If Africa really is a country …

One of our readers took our title literally.

Photo Credit: Matthieu Paley.

From a reader: ‘… If Africa really is “a country” for many Americans, then that country is somewhere few outside the military have even heard of … Djibouti: AFRICOM (much of it apparently run out of a rural base here in Britain), drones-ville, the only Japanese military base in the world outside Japan, the EU’s anti-pirates clogging up the port, luxury swimming pools and bars.
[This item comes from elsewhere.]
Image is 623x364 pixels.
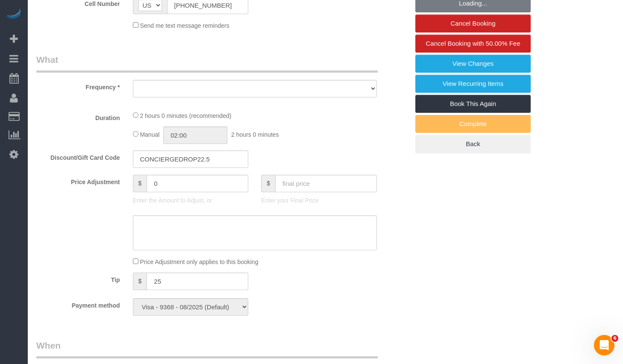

Throw in the Chinese Navy, mix with the still-smoldering fag-ends of the French empire, all sorts of private military outfits now cashing-in on the anti-pirate boat-protection (insurance) racket, some significant slices of both Somali and Dubai capital, add the entirety of Ethiopia’s imports thundering the place … stir at 40o celsius …’

Further Reading

How to unmake the world

In this wide-ranging conversation, para-disciplinary artist Nolan Oswald Dennis reflects on space, time, Blackness, and the limits of Western knowledge—offering a strategy for imagining grounded in African and anti-colonial traditions.

A migrant’s tale

On his latest EP, Kwame Brenya turns a failed migration into musical testimony—offering a biting critique of ECOWAS, broken borders, and the everyday collapse of pan-African ideals.

What Portugal forgets

In the film ‘Tales of Oblivion,’ Dulce Fernandes excavates the buried history of slavery in Portugal, challenging a national mythology built on sea voyages, silence, and selective memory.

Quando Portugal esquece

Em ‘Contos do Esquecimento,’ Dulce Fernandes desenterrou histórias esquecidas da escravidão em Portugal, desafiando uma mitologia nacional construída sobre viagens marítimas, silêncio e memória seletiva.